Abstract

Drawing is a highly participatory mode of communication, particularly suited to allowing children to express their knowledge and ideas about various aspects of reality. It is necessary to ascertain whether children are able to master drawing sufficiently to place it at the service of their representational intentions, and whether they possess the pictorial flexibility needed to articulate and differentiate their graphic representations. The presence and development of this important cognitive–symbolic ability are investigated. This exploratory study aimed to investigate, in children living in socioeconomic and cultural disadvantaged conditions, (1) the emergence and development of the pictorial flexibility needed to effectively represent and differentiate the building in which they live from the building in which they wish they lived; and (2) the patterns in the number and quality of pictorial differentiation strategies adopted for representational purposes. Two-hundred 8-to-12-year-old Brazilian children living in a favela were asked to produce two specific thematic drawings, representing their real house vs. their desired house. The children’s pictorial representations were coded according to their communicative efficacy (allowing the viewer to distinguish, in each pair of drawings, between the real house and the one desired by the drawer) and according to the number and type of pictorial strategies used to diversify the two types of buildings. The children were had sufficient representational flexibility to effectively perform a pictorial differentiation task, and express their point of view on the environment in which they live, and imagine alternative scenarios, adopting a variety of painting strategies. Drawing, prompted with a contrastive task, has proven to be effective in allowing even disadvantaged children to differentiate their real and desired urban environments. Children’s pictorial flexibility manifests itself through a wide range of strategies, varying in number and quality according to the age of the artists. As such, its use can be encouraged by educational interventions aimed at broadening the expressive potential of children, and as a tool for fostering resilience.

Highlights

  • The purpose of this study is to investigate whether children between the ages of 8 and 12, who grew up in difficult socioeconomic and cultural circumstances, (1) possess sufficient pictorial flexibility to make drawings of their home, varying the pictorial characteristics of the buildings depicted, in a communicatively effective manner; and (2) the number and type of pictorial strategies with which they pursue the goal of effectively differentiating the buildings depicted, according to the age of the drawers

  • Are three examples of drawings of a real versus ideal house with the relative pictorial strategies used (Figs. 1, 2, and 3). In this exploratory study, we investigated whether children’s pictorial flexibility, and the ability to perform pictorial representations that deviate from canonical, conventional representations of buildings, were present in children living in favelas

  • We aimed to investigate the developmental pattern that pictorial flexibility would assume in relation to the age of the participants

Read more

Summary

Introduction

Most of the interventions used drawings of the buildings produced spontaneously or in response to very general requests, sometimes in a clinical setting by children directly involved in adverse conditions This method of collecting pictorial material allows a great deal of arbitrariness in interpretation by the recipient (whether psychological or educational professional) and leaves open an important methodological question: Is the viewer in front of a specific drawing of the required theme, inspired and modeled on the crisis, or is it a generic representation, the one that a child would have drawn anyway, even under normal conditions? We expect that the representational flexibility of the participants will be reflected in the use of fewer pictorial strategies among the younger than among the older ones; we expect that only the older ones will use more complex differentiation strategies, while the younger ones will use simpler pictorial strategies

Methods
Discussion
Findings
Additional information

Talk to us

Join us for a 30 min session where you can share your feedback and ask us any queries you have

Schedule a call

Disclaimer: All third-party content on this website/platform is and will remain the property of their respective owners and is provided on "as is" basis without any warranties, express or implied. Use of third-party content does not indicate any affiliation, sponsorship with or endorsement by them. Any references to third-party content is to identify the corresponding services and shall be considered fair use under The CopyrightLaw.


> **Problem to work on**
The entries that follow should be reproduced exactly, with no images carried over.

> **Listed records**
# # # #
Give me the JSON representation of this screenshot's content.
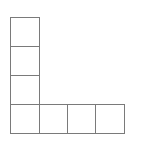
{
  "diagram": {
    "stroke_color": "#7a7a7a",
    "fill_color": "#ffffff",
    "cell_size": 29,
    "cells": [
      {
        "col": 0,
        "row": 0
      },
      {
        "col": 0,
        "row": 1
      },
      {
        "col": 0,
        "row": 2
      },
      {
        "col": 0,
        "row": 3
      },
      {
        "col": 1,
        "row": 3
      },
      {
        "col": 2,
        "row": 3
      },
      {
        "col": 3,
        "row": 3
      }
    ]
  }
}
# # # #
> **Result**
Give me the JSON representation of this screenshot's content.
{
  "diagram": {
    "stroke_color": "#7a7a7a",
    "fill_color": "#ffffff",
    "cell_size": 29,
    "cells": [
      {
        "col": 0,
        "row": 0
      },
      {
        "col": 0,
        "row": 1
      },
      {
        "col": 0,
        "row": 2
      },
      {
        "col": 0,
        "row": 3
      },
      {
        "col": 1,
        "row": 3
      },
      {
        "col": 2,
        "row": 3
      },
      {
        "col": 3,
        "row": 3
      }
    ]
  }
}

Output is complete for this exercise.